It can be very difficult to manage an anxiety disorder. You may be afraid of spiders, you fear the dentist or you do whatever it takes in order not to give a presentation. Sounds familiar? Luckily, there are some tips to help you!
The best way to get rid of your anxiety disorder is by actively confronting your anxiety. This is called exposure. You learn to temper your anxiety by purposely experiencing feared situations. This does not sounds easy at all for someone with an anxiety disorder. Confronting your anxiety is actually the complete opposite of what you always have been doing. This can activate a lot of negative emotions and all of your senses want to guide you into a different direction: avoid it!
What can you do about it?
Something that can help confronting your anxiety disorder, is the right mindset. A mindset is a certain believe how to look at situations and how to manage them.

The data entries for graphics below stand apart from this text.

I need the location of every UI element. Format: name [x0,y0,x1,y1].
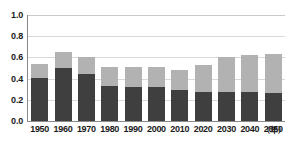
bar [195,65,212,121]
y-axis-tick-label: 0.4 [11,74,23,84]
bar [78,57,95,121]
bar [125,67,142,121]
bar [218,57,235,121]
bar-segment-lower [148,87,165,121]
y-axis-tick-label: 1.0 [11,10,23,20]
x-axis-tick-label: 1970 [77,124,94,134]
y-axis-tick-label: 0.2 [11,95,23,105]
x-axis-tick-label: 2020 [194,124,211,134]
bar-segment-upper [125,67,142,87]
y-axis-tick-label: 0.8 [11,31,23,41]
y-axis-tick-label: 0.0 [11,116,23,126]
bar-segment-upper [148,67,165,87]
title-fragment: — [70,0,79,4]
bar-segment-lower [55,68,72,121]
title-fragments: ———— [0,0,292,7]
bar-segment-lower [171,90,188,121]
bar-segment-lower [125,87,142,121]
y-axis-labels: 1.00.80.60.40.20.0 [0,0,26,143]
bar [101,67,118,121]
bar [265,54,282,121]
bar-segment-upper [241,55,258,92]
bar-series [28,15,285,121]
chart-container: ———— 1.00.80.60.40.20.0 1950196019701980… [0,0,292,143]
bar [31,64,48,121]
x-axis-tick-label: 2040 [240,124,257,134]
bar-segment-upper [101,67,118,86]
bar-segment-upper [218,57,235,91]
bar [55,52,72,121]
x-axis-unit-label: （年） [262,124,286,135]
bar-segment-upper [31,64,48,77]
x-axis-tick-label: 2010 [170,124,187,134]
bar-segment-lower [218,92,235,121]
bar-segment-lower [241,92,258,121]
plot-area [27,15,285,122]
y-axis-tick-label: 0.6 [11,52,23,62]
bar [241,55,258,121]
bar [171,70,188,121]
bar-segment-lower [195,92,212,121]
bar-segment-lower [78,74,95,121]
bar-segment-lower [31,78,48,121]
bar [148,67,165,121]
bar-segment-lower [101,86,118,122]
x-axis-labels: 1950196019701980199020002010202020302040… [27,124,284,138]
x-axis-tick-label: 1960 [54,124,71,134]
bar-segment-upper [171,70,188,90]
bar-segment-upper [195,65,212,92]
x-axis-tick-label: 1950 [30,124,47,134]
x-axis-tick-label: 1980 [100,124,117,134]
x-axis-tick-label: 2030 [217,124,234,134]
bar-segment-lower [265,93,282,121]
x-axis-tick-label: 1990 [124,124,141,134]
bar-segment-upper [78,57,95,74]
x-axis-tick-label: 2000 [147,124,164,134]
bar-segment-upper [265,54,282,94]
bar-segment-upper [55,52,72,68]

Luckily, a mindset is pretty flexible and can be adjusted by others and even by yourself! So how do you change your mindset en how does a mindset contribute to confronting my anxiety disorder?
Convince yourself!
Your mindset creates certain expectations. This can either be positive or negative. Having a convinced believe that your feelings of anxiety will decrease because of the confrontation of your anxiety disorder, will do a lot! Convince yourself that exposure is effective and create a positive mindset. This causes some physical effects. Your heart rate and blood pressure will start decreasing, which in turn lowers the intensity of the negative feelings. Informing yourself about exposure can help to convince yourself. Search for information about exposure therapy and read personal experiences of other people. Or you can read one of our other blogs about anxiety disorders!
Shift your attention
A negative mindset creates tunnel vision. Your focus lies on the negative aspects and this makes the confrontation of your anxiety disorder even harder. Compare the confrontation with planning to exercise. You want to go to the gym but at the same time you are also a bit lazy. You have to push yourself to still go and exercise, but you actually prefer skipping it. To get you of the couch, it can help shifting your attention from your current negative mood to the expected positive mood after having exercised. Think about how you will feel when you still would go to exercise, despite the reluctance. Would you still feel negativity or would you for example feel proud or happy you actually went to the gym? This also applies to confronting your anxiety. Focus your attention to the expected positive feelings after the confrontation to motivate yourself getting into action!
NiceDay
Plan an event that is not in your comfort zone when you are going to confront your anxiety. You can mention your thoughts about the event and which feelings you expect to experience. Try to list a fearful expectation and a rational expectation. Did you manage to do the event? Reflect on this by checking whether the experienced feelings match your expectations.